Extracted business logic from controllers into application services to create an API independent
from Symfony and Doctrine. Migration from MySQL 5 to PostgreSQL 11 with queries rewritten as
recursive CTEs and materialized views. Defined testing strategy and set up continuous integration.
Central RESTful API and asynchronous microservices
Nonprofit donation platform startup. Maintained and evolved the central API, developed asynchronous
microservices (ZeroMQ), TDD with acceptance tests. Full Docker infrastructure, CI pipelines with
Jenkins/CircleCI. Long-term fully remote engagement.
First Symfony project: travel agency management software
Gestour is the most widely used travel agency management tool in France. Selected and adopted
Symfony 2 for new web developments – Gestour 360, a web version meant to replace the C++
desktop client. Developed a CRM for CroisiEurope and a business analytics tool. Scrum context
within a structured SaaS vendor.
API Platform – when the framework within the framework takes over
API Platform was a real revolution in its time. Exposing a documented REST API with a few annotations,
complete with pagination, filters and built-in validation – it was impressive. Many Symfony projects
adopted the tool without hesitation.
Except API Platform is not a simple bundle. It’s a framework within a framework,
with its own vocabulary, its own abstractions, its State Providers and Processors that end up driving
code organization. In a hexagonal architecture, this creates real tension: API resources start influencing
the domain model, when it should be the other way around. And when a requirement goes off the beaten
path – complex permissions, non-standard responses, rich business logic – you spend more time
working around the tool than coding the domain.

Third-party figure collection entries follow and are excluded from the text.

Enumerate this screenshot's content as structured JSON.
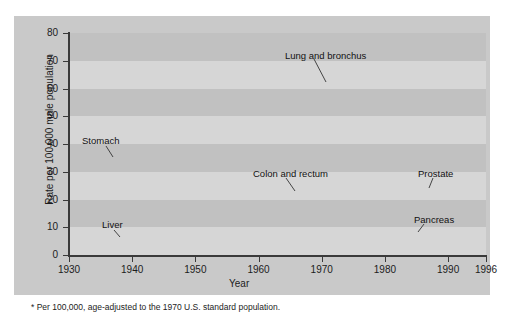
{
  "figure": {
    "footnote": "* Per 100,000, age-adjusted to the 1970 U.S. standard population.",
    "card_bg": "#c9c9c9",
    "plot_bg": "#cfcfcf",
    "band_color": "#c0c0c0",
    "line_color": "#2b2b2b",
    "highlight_color": "#f2f2f2"
  },
  "chart_data": {
    "type": "line",
    "title": "",
    "subtitle": "",
    "xlabel": "Year",
    "ylabel": "Rate per 100,000 male population",
    "xlim": [
      1930,
      1996
    ],
    "ylim": [
      0,
      80
    ],
    "grid": "horizontal-bands",
    "legend_position": "inline-annotations",
    "xticks": [
      1930,
      1940,
      1950,
      1960,
      1970,
      1980,
      1990,
      1996
    ],
    "xticklabels": [
      "1930",
      "1940",
      "1950",
      "1960",
      "1970",
      "1980",
      "1990",
      "1996"
    ],
    "yticks": [
      0,
      10,
      20,
      30,
      40,
      50,
      60,
      70,
      80
    ],
    "yticklabels": [
      "0",
      "10",
      "20",
      "30",
      "40",
      "50",
      "60",
      "70",
      "80"
    ],
    "x": [
      1930,
      1935,
      1940,
      1945,
      1950,
      1955,
      1960,
      1965,
      1970,
      1975,
      1980,
      1985,
      1990,
      1992,
      1994,
      1996
    ],
    "series": [
      {
        "name": "Lung and bronchus",
        "label": "Lung and bronchus",
        "label_x": 271,
        "label_y": 35,
        "leader": {
          "x1": 300,
          "y1": 43,
          "x2": 312,
          "y2": 66
        },
        "values": [
          5,
          6,
          8,
          11,
          15,
          22,
          31,
          40,
          50,
          60,
          67,
          72,
          75,
          76,
          74,
          71
        ]
      },
      {
        "name": "Stomach",
        "label": "Stomach",
        "label_x": 68,
        "label_y": 120,
        "leader": {
          "x1": 92,
          "y1": 130,
          "x2": 99,
          "y2": 141
        },
        "values": [
          38,
          37,
          35,
          32,
          28,
          24,
          21,
          17,
          14,
          12,
          10,
          8,
          7,
          6,
          6,
          5
        ]
      },
      {
        "name": "Colon and rectum",
        "label": "Colon and rectum",
        "label_x": 239,
        "label_y": 153,
        "leader": {
          "x1": 272,
          "y1": 162,
          "x2": 281,
          "y2": 175
        },
        "values": [
          20,
          22,
          23,
          24,
          25,
          25,
          25,
          25,
          25,
          25,
          25,
          24,
          24,
          23,
          22,
          22
        ]
      },
      {
        "name": "Prostate",
        "label": "Prostate",
        "label_x": 404,
        "label_y": 153,
        "leader": {
          "x1": 419,
          "y1": 162,
          "x2": 415,
          "y2": 172
        },
        "values": [
          15,
          16,
          17,
          18,
          19,
          20,
          21,
          21,
          22,
          22,
          23,
          24,
          25,
          28,
          27,
          26
        ]
      },
      {
        "name": "Liver",
        "label": "Liver",
        "label_x": 88,
        "label_y": 204,
        "leader": {
          "x1": 100,
          "y1": 214,
          "x2": 106,
          "y2": 221
        },
        "values": [
          10,
          10,
          9,
          9,
          9,
          8,
          7,
          7,
          7,
          6,
          6,
          6,
          6,
          6,
          6,
          6
        ]
      },
      {
        "name": "Pancreas",
        "label": "Pancreas",
        "label_x": 400,
        "label_y": 199,
        "leader": {
          "x1": 410,
          "y1": 208,
          "x2": 404,
          "y2": 216
        },
        "values": [
          6,
          6,
          7,
          8,
          9,
          10,
          10,
          11,
          11,
          11,
          11,
          11,
          11,
          10,
          10,
          10
        ]
      }
    ]
  }
}
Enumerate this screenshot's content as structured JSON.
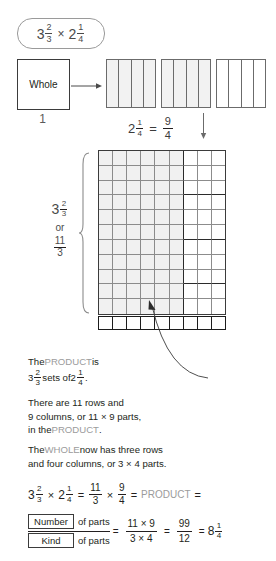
{
  "title_pill": {
    "expression": "3 2/3 x 2 1/4",
    "whole_a": "3",
    "num_a": "2",
    "den_a": "3",
    "times": "×",
    "whole_b": "2",
    "num_b": "1",
    "den_b": "4"
  },
  "whole_box": {
    "label": "Whole",
    "caption": "1"
  },
  "strip_caption": {
    "whole": "2",
    "num": "1",
    "den": "4",
    "equals": "=",
    "result_num": "9",
    "result_den": "4"
  },
  "strips": {
    "count": 3,
    "cells_per_strip": 4
  },
  "left_label": {
    "whole": "3",
    "num": "2",
    "den": "3",
    "or": "or",
    "improper_num": "11",
    "improper_den": "3"
  },
  "grid": {
    "rows": 11,
    "cols": 9,
    "shaded_cols": 6,
    "white_cols": 3,
    "thick_row_breaks": [
      3,
      6,
      9
    ],
    "bottom_strip_cells": 9
  },
  "text_product": {
    "line1_a": "The ",
    "line1_kw": "PRODUCT",
    "line1_b": " is",
    "line2_whole": "3",
    "line2_num": "2",
    "line2_den": "3",
    "line2_mid": " sets of ",
    "line2_whole2": "2",
    "line2_num2": "1",
    "line2_den2": "4",
    "line2_end": "."
  },
  "text_rows": {
    "line1": "There are 11 rows and",
    "line2": "9 columns, or 11 × 9 parts,",
    "line3_a": "in the ",
    "line3_kw": "PRODUCT",
    "line3_b": "."
  },
  "text_whole": {
    "line1_a": "The ",
    "line1_kw": "WHOLE",
    "line1_b": " now has three rows",
    "line2": "and four columns, or 3 × 4 parts."
  },
  "equation": {
    "whole_a": "3",
    "num_a": "2",
    "den_a": "3",
    "times1": "×",
    "whole_b": "2",
    "num_b": "1",
    "den_b": "4",
    "eq1": "=",
    "f1_num": "11",
    "f1_den": "3",
    "times2": "×",
    "f2_num": "9",
    "f2_den": "4",
    "eq2": "=",
    "product_kw": "PRODUCT",
    "eq3": "="
  },
  "final": {
    "number_box": "Number",
    "kind_box": "Kind",
    "of_parts_top": "of parts",
    "of_parts_bottom": "of parts",
    "eq1": "=",
    "frac1_num": "11 × 9",
    "frac1_den": "3 × 4",
    "eq2": "=",
    "frac2_num": "99",
    "frac2_den": "12",
    "eq3": "=",
    "answer_whole": "8",
    "answer_num": "1",
    "answer_den": "4"
  },
  "colors": {
    "ink": "#231f20",
    "keyword_gray": "#9b9b9b",
    "grid_shade": "#f1f1f1",
    "grid_line": "#8c8c8c",
    "thick_line": "#2b2b2b"
  }
}
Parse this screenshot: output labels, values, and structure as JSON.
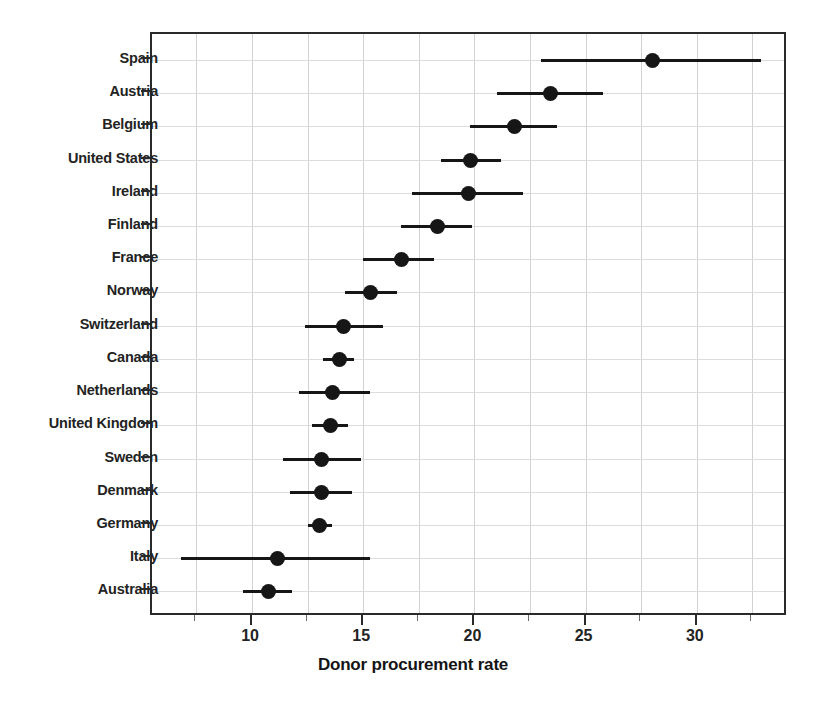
{
  "chart_data": {
    "type": "scatter",
    "title": "",
    "subtitle": "",
    "xlabel": "Donor procurement rate",
    "ylabel": "",
    "xlim": [
      5.5,
      34.1
    ],
    "ylim": [
      0,
      17
    ],
    "grid": true,
    "legend": null,
    "orientation": "horizontal",
    "plot_style": "dot-plot with confidence-interval whiskers",
    "xticks": [
      10,
      15,
      20,
      25,
      30
    ],
    "xtick_labels": [
      "10",
      "15",
      "20",
      "25",
      "30"
    ],
    "xminorticks": [
      7.5,
      12.5,
      17.5,
      22.5,
      27.5,
      32.5
    ],
    "gridline_interval": 2.5,
    "categories": [
      "Spain",
      "Austria",
      "Belgium",
      "United States",
      "Ireland",
      "Finland",
      "France",
      "Norway",
      "Switzerland",
      "Canada",
      "Netherlands",
      "United Kingdom",
      "Sweden",
      "Denmark",
      "Germany",
      "Italy",
      "Australia"
    ],
    "values": [
      28.0,
      23.4,
      21.8,
      19.8,
      19.7,
      18.3,
      16.7,
      15.3,
      14.1,
      13.9,
      13.6,
      13.5,
      13.1,
      13.1,
      13.0,
      11.1,
      10.7
    ],
    "ci_low": [
      23.0,
      21.0,
      19.8,
      18.5,
      17.2,
      16.7,
      15.0,
      14.2,
      12.4,
      13.2,
      12.1,
      12.7,
      11.4,
      11.7,
      12.5,
      6.8,
      9.6
    ],
    "ci_high": [
      32.9,
      25.8,
      23.7,
      21.2,
      22.2,
      19.9,
      18.2,
      16.5,
      15.9,
      14.6,
      15.3,
      14.3,
      14.9,
      14.5,
      13.6,
      15.3,
      11.8
    ],
    "points": [
      {
        "label": "Spain",
        "value": 28.0,
        "ci_low": 23.0,
        "ci_high": 32.9
      },
      {
        "label": "Austria",
        "value": 23.4,
        "ci_low": 21.0,
        "ci_high": 25.8
      },
      {
        "label": "Belgium",
        "value": 21.8,
        "ci_low": 19.8,
        "ci_high": 23.7
      },
      {
        "label": "United States",
        "value": 19.8,
        "ci_low": 18.5,
        "ci_high": 21.2
      },
      {
        "label": "Ireland",
        "value": 19.7,
        "ci_low": 17.2,
        "ci_high": 22.2
      },
      {
        "label": "Finland",
        "value": 18.3,
        "ci_low": 16.7,
        "ci_high": 19.9
      },
      {
        "label": "France",
        "value": 16.7,
        "ci_low": 15.0,
        "ci_high": 18.2
      },
      {
        "label": "Norway",
        "value": 15.3,
        "ci_low": 14.2,
        "ci_high": 16.5
      },
      {
        "label": "Switzerland",
        "value": 14.1,
        "ci_low": 12.4,
        "ci_high": 15.9
      },
      {
        "label": "Canada",
        "value": 13.9,
        "ci_low": 13.2,
        "ci_high": 14.6
      },
      {
        "label": "Netherlands",
        "value": 13.6,
        "ci_low": 12.1,
        "ci_high": 15.3
      },
      {
        "label": "United Kingdom",
        "value": 13.5,
        "ci_low": 12.7,
        "ci_high": 14.3
      },
      {
        "label": "Sweden",
        "value": 13.1,
        "ci_low": 11.4,
        "ci_high": 14.9
      },
      {
        "label": "Denmark",
        "value": 13.1,
        "ci_low": 11.7,
        "ci_high": 14.5
      },
      {
        "label": "Germany",
        "value": 13.0,
        "ci_low": 12.5,
        "ci_high": 13.6
      },
      {
        "label": "Italy",
        "value": 11.1,
        "ci_low": 6.8,
        "ci_high": 15.3
      },
      {
        "label": "Australia",
        "value": 10.7,
        "ci_low": 9.6,
        "ci_high": 11.8
      }
    ],
    "colors": {
      "marker": "#161616",
      "line": "#161616",
      "grid": "#d2d2d2",
      "frame": "#2a2a2a",
      "text": "#232323",
      "background": "#ffffff"
    }
  }
}
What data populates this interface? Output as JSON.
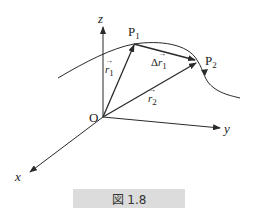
{
  "figure": {
    "caption": "図 1.8",
    "caption_background": "#dcdcdc",
    "stroke_color": "#2a2a2a"
  },
  "axes": {
    "origin_label": "O",
    "x_label": "x",
    "y_label": "y",
    "z_label": "z"
  },
  "points": {
    "p1_label": "P",
    "p1_sub": "1",
    "p2_label": "P",
    "p2_sub": "2"
  },
  "vectors": {
    "r1_label": "r",
    "r1_sub": "1",
    "r2_label": "r",
    "r2_sub": "2",
    "delta_prefix": "Δ",
    "delta_label": "r",
    "delta_sub": "1"
  }
}
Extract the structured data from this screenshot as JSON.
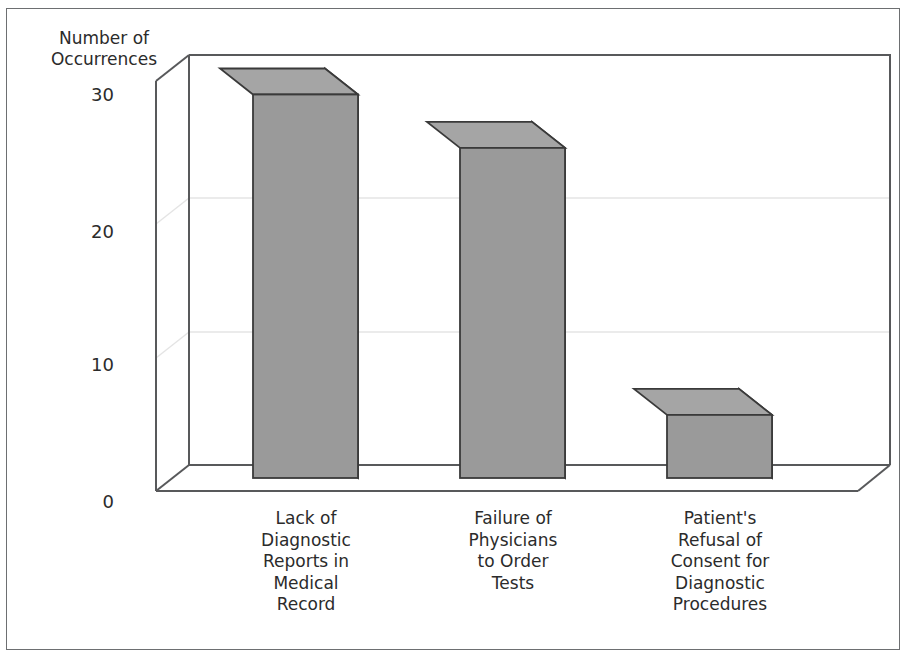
{
  "chart_data": {
    "type": "bar",
    "title": "",
    "subtitle": "",
    "xlabel": "",
    "ylabel": "Number of\nOccurrences",
    "categories": [
      "Lack of\nDiagnostic\nReports in\nMedical\nRecord",
      "Failure of\nPhysicians\nto Order\nTests",
      "Patient's\nRefusal of\nConsent for\nDiagnostic\nProcedures"
    ],
    "values": [
      30,
      26,
      6
    ],
    "ylim": [
      0,
      32
    ],
    "yticks": [
      "0",
      "10",
      "20",
      "30"
    ],
    "ytick_values": [
      0,
      10,
      20,
      30
    ],
    "grid": "horizontal-faint",
    "legend": "none",
    "style": "3d-bar",
    "bar_color": "#9a9a9a",
    "bar_top_color": "#a5a5a5",
    "bar_side_color": "#8e8e8e",
    "bar_edge_color": "#3a3a3a",
    "axis_color": "#58595b",
    "gridline_color": "#e4e4e4",
    "frame_color": "#6d6f71",
    "background": "#ffffff"
  },
  "geometry": {
    "front_baseline_y": 495,
    "y_per_unit": 13.35,
    "depth_dx": -33,
    "depth_dy": 26
  }
}
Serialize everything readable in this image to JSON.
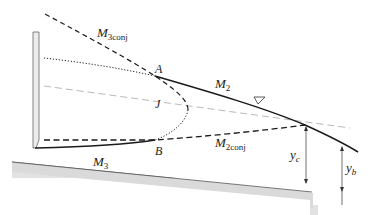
{
  "diagram": {
    "type": "gradually-varied-flow-profile",
    "colors": {
      "line": "#1a1a1a",
      "light_dash": "#9a9a9a",
      "bed_fill": "#dcdcdc",
      "bed_edge": "#555555",
      "gate_fill": "#e8e8e8",
      "gate_edge": "#555555"
    },
    "labels": {
      "m3conj": {
        "main": "M",
        "sub": "3conj"
      },
      "m2": {
        "main": "M",
        "sub": "2"
      },
      "m2conj": {
        "main": "M",
        "sub": "2conj"
      },
      "m3": {
        "main": "M",
        "sub": "3"
      },
      "point_a": "A",
      "point_b": "B",
      "point_j": "J",
      "yc": {
        "main": "y",
        "sub": "c"
      },
      "yb": {
        "main": "y",
        "sub": "b"
      }
    },
    "symbols": {
      "water_surface": "inverted-triangle"
    }
  }
}
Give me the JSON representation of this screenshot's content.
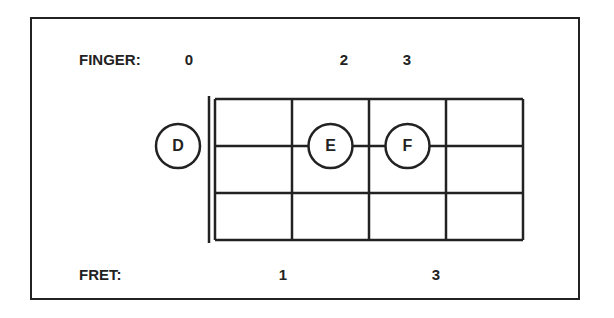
{
  "finger": {
    "label": "FINGER:",
    "values": [
      {
        "string_pos": 0,
        "text": "0"
      },
      {
        "string_pos": 2,
        "text": "2"
      },
      {
        "string_pos": 3,
        "text": "3"
      }
    ]
  },
  "fret": {
    "label": "FRET:",
    "values": [
      {
        "fret": 1,
        "text": "1"
      },
      {
        "fret": 3,
        "text": "3"
      }
    ]
  },
  "fretboard": {
    "frets": 4,
    "strings": 4,
    "notes": [
      {
        "name": "D",
        "fret": 0,
        "string": 2
      },
      {
        "name": "E",
        "fret": 2,
        "string": 2
      },
      {
        "name": "F",
        "fret": 3,
        "string": 2
      }
    ]
  },
  "colors": {
    "ink": "#222222",
    "background": "#ffffff"
  }
}
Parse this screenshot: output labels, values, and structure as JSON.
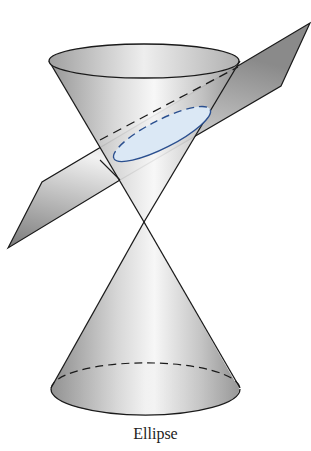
{
  "figure": {
    "caption": "Ellipse",
    "colors": {
      "ellipse_fill": "#dbe8f5",
      "ellipse_stroke": "#2a4f8f",
      "outline": "#1a1a1a",
      "surface_light": "#f4f4f4",
      "surface_dark": "#8a8a8a"
    }
  }
}
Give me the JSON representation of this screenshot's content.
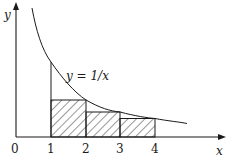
{
  "diagram": {
    "type": "riemann-sum-under-curve",
    "curve_label": "y = 1/x",
    "axis_labels": {
      "x": "x",
      "y": "y"
    },
    "x_ticks": [
      "0",
      "1",
      "2",
      "3",
      "4"
    ],
    "rectangles": [
      {
        "from": 1,
        "to": 2,
        "height": 0.5
      },
      {
        "from": 2,
        "to": 3,
        "height": 0.3333
      },
      {
        "from": 3,
        "to": 4,
        "height": 0.25
      }
    ],
    "colors": {
      "ink": "#1a1a1a",
      "background": "#ffffff"
    }
  }
}
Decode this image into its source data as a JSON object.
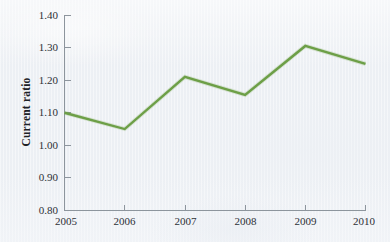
{
  "chart_data": {
    "type": "line",
    "title": "",
    "subtitle": "",
    "xlabel": "",
    "ylabel": "Current ratio",
    "categories": [
      "2005",
      "2006",
      "2007",
      "2008",
      "2009",
      "2010"
    ],
    "x": [
      2005,
      2006,
      2007,
      2008,
      2009,
      2010
    ],
    "values": [
      1.1,
      1.05,
      1.21,
      1.155,
      1.305,
      1.25
    ],
    "series": [
      {
        "name": "Current ratio",
        "values": [
          1.1,
          1.05,
          1.21,
          1.155,
          1.305,
          1.25
        ],
        "color": "#6d9f47"
      }
    ],
    "ylim": [
      0.8,
      1.4
    ],
    "ytick_step": 0.1,
    "ytick_labels": [
      "1.40",
      "1.30",
      "1.20",
      "1.10",
      "1.00",
      "0.90",
      "0.80"
    ],
    "ytick_values": [
      1.4,
      1.3,
      1.2,
      1.1,
      1.0,
      0.9,
      0.8
    ],
    "xtick_labels": [
      "2005",
      "2006",
      "2007",
      "2008",
      "2009",
      "2010"
    ],
    "grid": false,
    "legend": false,
    "legend_position": "none",
    "annotations": []
  },
  "axes": {
    "y_title": "Current ratio",
    "y_ticks": [
      {
        "label": "1.40",
        "value": 1.4
      },
      {
        "label": "1.30",
        "value": 1.3
      },
      {
        "label": "1.20",
        "value": 1.2
      },
      {
        "label": "1.10",
        "value": 1.1
      },
      {
        "label": "1.00",
        "value": 1.0
      },
      {
        "label": "0.90",
        "value": 0.9
      },
      {
        "label": "0.80",
        "value": 0.8
      }
    ],
    "x_ticks": [
      {
        "label": "2005",
        "value": 2005
      },
      {
        "label": "2006",
        "value": 2006
      },
      {
        "label": "2007",
        "value": 2007
      },
      {
        "label": "2008",
        "value": 2008
      },
      {
        "label": "2009",
        "value": 2009
      },
      {
        "label": "2010",
        "value": 2010
      }
    ]
  },
  "style": {
    "background_color": "#eef1f5",
    "line_color": "#6d9f47",
    "axis_color": "#8d959d",
    "text_color": "#2c3036"
  }
}
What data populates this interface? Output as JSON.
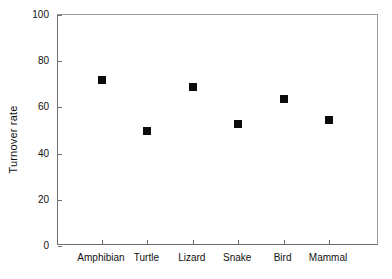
{
  "chart_data": {
    "type": "scatter",
    "title": "",
    "xlabel": "",
    "ylabel": "Turnover rate",
    "categories": [
      "Amphibian",
      "Turtle",
      "Lizard",
      "Snake",
      "Bird",
      "Mammal"
    ],
    "values": [
      72,
      50,
      69,
      53,
      63.5,
      54.5
    ],
    "ylim": [
      0,
      100
    ],
    "yticks": [
      0,
      20,
      40,
      60,
      80,
      100
    ],
    "ytick_labels": [
      "0",
      "20",
      "40",
      "60",
      "80",
      "100"
    ],
    "grid": false,
    "legend": null,
    "marker": "filled-square",
    "marker_color": "#0c0c0c",
    "axis_color": "#6e6e6e",
    "background": "#ffffff",
    "series": [
      {
        "name": "Turnover rate",
        "points": [
          {
            "category": "Amphibian",
            "value": 72
          },
          {
            "category": "Turtle",
            "value": 50
          },
          {
            "category": "Lizard",
            "value": 69
          },
          {
            "category": "Snake",
            "value": 53
          },
          {
            "category": "Bird",
            "value": 63.5
          },
          {
            "category": "Mammal",
            "value": 54.5
          }
        ]
      }
    ]
  }
}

In 2026, an LLM generates a clean, up-to-date OpenAPI spec from standard Symfony controllers. The
“automatic documentation” argument has lost much of its weight.
I detail my approach to use-case-driven REST API design on a dedicated page.
Sonata Admin – the CRUD that never stays simple
Sonata follows the same pattern, with an extra layer of irony. It was there to avoid writing CRUD. But
an admin CRUD never stays simple for long – a field is added, a business rule arrives, a custom
interface is requested. And that’s when the real pain starts: fitting an evolved requirement into the
constraints of a tool that didn’t anticipate that case.
Not to mention migrations. Sonata is one of the most frequent reasons projects stay stuck on Symfony 3
or 4 – its cascade of dependencies makes any version upgrade particularly painful. For a tool used
80% of the time as a simple form generator.
The list is long of tools that addressed a real gap at a time when Symfony didn’t cover these needs
natively. User management, REST exposure, advanced serialization – all problems that Symfony has
since absorbed into its core.
Projects, however, often keep the dependency out of inertia. Not because of bad choices – simply
because a running project doesn’t always have the time or budget to pay down debt with each release.
What this says about the lifecycle of a Symfony project
This isn’t about bad initial choices. It’s simply what happens when a mature framework gradually
absorbs its ecosystem. Third-party tools that filled yesterday’s gaps become today’s technical debt.
Identifying which ones are truly slowing down the project – and in what order to
remove them – is often where the difference lies between a project that moves forward and one that
falls behind. I describe my refactoring and legacy modernization strategies in detail.